Director André de Toth was no stranger to hard-boiled tales. Prior films like Pitfall or Crime Wave exemplified de Toth as one of Hollywood’s most arresting genre filmmakers. And while we’re a shade before auteur theory really took hold, there is a sense of continuity in the gritty toughness of his films. Where other filmmakers would perhaps look to varnish the pulpier aspects of the source material for their works, de Toth would lean into these aspects, eager for us to encounter a more craven worldview. He belongs beside the likes of Samuel Fuller or Joseph H Lewis in this regard. His work is often lean and muscular, qualities that most surely manifest in Day of the Outlaw.

The huge drifts of snow that pincer the town of Bitters help de Toth engineer a great sense of claustrophobia. For the first two thirds we never know anywhere else, furthering a ship-in-a-bottle feeling about the set-up. One never suspects that help is going to arrive from an external source; the best that the people of Bitters have to hope for is Blaise – a man we’ve been advised to treat with cautious respect at best. Even the heroes here are soured.
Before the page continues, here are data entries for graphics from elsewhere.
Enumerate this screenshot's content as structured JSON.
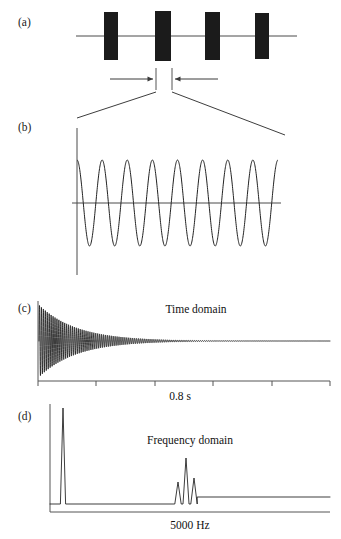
{
  "figure": {
    "caption_panels": [
      "(a)",
      "(b)",
      "(c)",
      "(d)"
    ],
    "label_a": "(a)",
    "label_b": "(b)",
    "label_c": "(c)",
    "label_d": "(d)",
    "background_color": "#ffffff",
    "ink_color": "#1a1a1a"
  },
  "panel_a": {
    "name": "pulse-train",
    "description": "Repeating dark pulse packets on a horizontal baseline",
    "baseline_y": 36,
    "baseline_x_start": 76,
    "baseline_x_end": 297,
    "pulse_color": "#1b1b1b",
    "pulses": [
      {
        "x": 104,
        "y": 12,
        "width": 14,
        "height": 48
      },
      {
        "x": 155,
        "y": 11,
        "width": 16,
        "height": 50
      },
      {
        "x": 205,
        "y": 12,
        "width": 15,
        "height": 48
      },
      {
        "x": 255,
        "y": 13,
        "width": 14,
        "height": 46
      }
    ],
    "markers": {
      "left_tick_x": 156,
      "right_tick_x": 172,
      "tick_top_y": 68,
      "tick_bottom_y": 90
    },
    "arrows": [
      {
        "from_x": 110,
        "to_x": 153,
        "y": 79,
        "direction": "right"
      },
      {
        "from_x": 218,
        "to_x": 175,
        "y": 79,
        "direction": "left"
      }
    ]
  },
  "expansion_leaders": {
    "name": "zoom-leader-lines",
    "left": {
      "x1": 156,
      "y1": 92,
      "x2": 77,
      "y2": 118
    },
    "right": {
      "x1": 172,
      "y1": 92,
      "x2": 285,
      "y2": 135
    }
  },
  "panel_b": {
    "name": "expanded-sine-burst",
    "description": "Expanded view of one pulse: continuous sinusoid",
    "axis_vertical_x": 77,
    "axis_vertical_y_top": 128,
    "axis_vertical_y_bottom": 275,
    "baseline_y": 203,
    "baseline_x_start": 72,
    "baseline_x_end": 281,
    "wave_x_start": 77,
    "wave_x_end": 278,
    "cycles": 8,
    "amplitude": 43,
    "peak_y": 160,
    "trough_y": 246
  },
  "panel_c": {
    "name": "time-domain-plot",
    "title": "Time domain",
    "title_x": 196,
    "title_y": 313,
    "axis_origin_x": 38,
    "axis_top_y": 301,
    "axis_bottom_y": 381,
    "axis_x_end": 330,
    "baseline_y": 341,
    "xaxis_label": "0.8 s",
    "xaxis_label_x": 180,
    "xaxis_label_y": 400,
    "tick_positions_x": [
      38,
      96,
      155,
      213,
      272,
      330
    ],
    "tick_length": 5,
    "signal": {
      "type": "damped-sinusoid",
      "start_x": 39,
      "end_x": 330,
      "initial_amplitude": 36,
      "decay_constant": 0.052,
      "oscillation_count": 150
    }
  },
  "panel_d": {
    "name": "frequency-domain-plot",
    "title": "Frequency domain",
    "title_x": 190,
    "title_y": 444,
    "axis_origin_x": 50,
    "axis_top_y": 404,
    "axis_bottom_y": 512,
    "axis_x_end": 330,
    "xaxis_label": "5000 Hz",
    "xaxis_label_x": 190,
    "xaxis_label_y": 529,
    "baseline_left_y": 504,
    "baseline_right_y": 497,
    "spectrum_start_x": 50,
    "spectrum_end_x": 330,
    "peaks": [
      {
        "name": "fundamental",
        "x": 63,
        "height": 96,
        "half_width": 2.6
      },
      {
        "name": "harmonic-left",
        "x": 178,
        "height": 22,
        "half_width": 3.2
      },
      {
        "name": "harmonic-center",
        "x": 186,
        "height": 46,
        "half_width": 3.0
      },
      {
        "name": "harmonic-right",
        "x": 194,
        "height": 26,
        "half_width": 3.2
      }
    ]
  }
}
The film’s final third sees Blaise lead Bruhn’s men out of town through snow drifts so deep that their horses canter awkwardly, they struggle and fall, whinnying. On foot the men don’t fare better. These sequences are crisp with a sense of effort and realism, furthering the rawness of the whole. The sound of howling wind is a constant in our run to the finish, in which man is repeatedly set low by the indifference of nature. All are humbled.

There have been a great many attempts to make tough and explicit Westerns since the dismantling of the Hays Code. But for all the graphic violence that came with the likes of Sam Peckinpah or the Italian gunslingers, Day of the Outlaw still feels edgier and riskier than all of them. It’s a testament to what de Toth was able to manifest with limited means and in restricted conditions. It’s influence can be felt far and wide, from the hemmed-in bite of Tarantino’s From Dusk til Dawn screenplay to Leonardo DiCaprio’s epic struggle against the elements in The Revenant. This merciless chiller stands tall before all of them.